In Martland's words, this lack of genuinely new work is "not the fault of these talent shows, but it's exaggerated by them. Whether if they didn't exist a new show would be getting promoted it's hard to tell". Then there's the question of the BBC essentially providing free advertising for the musicals associates with its programmes. Back in 2008, the Old Vic's artistic director Kevin Spacey blasted the corporation, saying that its exposure of certain big-budget musicals was "unfair" and "crossed a line", adding, "effectively this type of programme is just an X-Factor in the theatre. It makes no cultural contribution at all." A BBC spokesman replied that the programmes were not unduly promotional and pointed out that the corporation did not benefit from the musicals' success.

Over on Over the Rainbow's Dorothy Farm, where Graham Norton is overseeing a fierce battle for the lead role in The Wizard of Oz, competition is fierce and emotions are running high. Nine thousand contestants have been whittled down to 54, then to 20, and then to 11, with some very talented youngsters in the running. Lloyd Webber, Church and the rest of the panel are gearing up to make some tough decisions.

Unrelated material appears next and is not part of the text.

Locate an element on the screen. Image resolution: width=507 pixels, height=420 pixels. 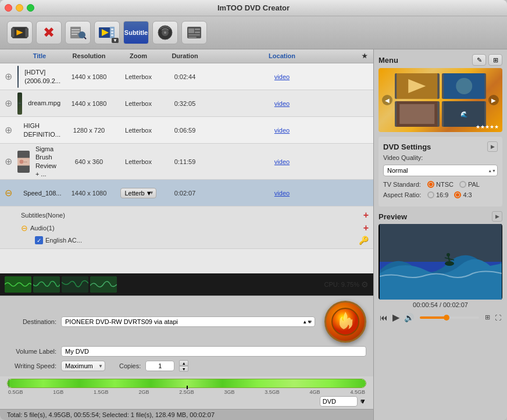
row-2-loc: video is located at coordinates (282, 104).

"She doesn't have to be conventionally beautiful," Lloyd Webber says of Dorothy. "The main thing she has to do is break your heart." He's not worried about the criticisms: "The fact is, these programmes have turned a whole generation on to musical theatre. "And it's not just musical theatre that has benefited. The West End overall has had its best ever season three years in a row since we started doing these programmes. I'm on the ground floor, and I've seen it happen. It's a whole new ball game now - and I couldn't be happier about it."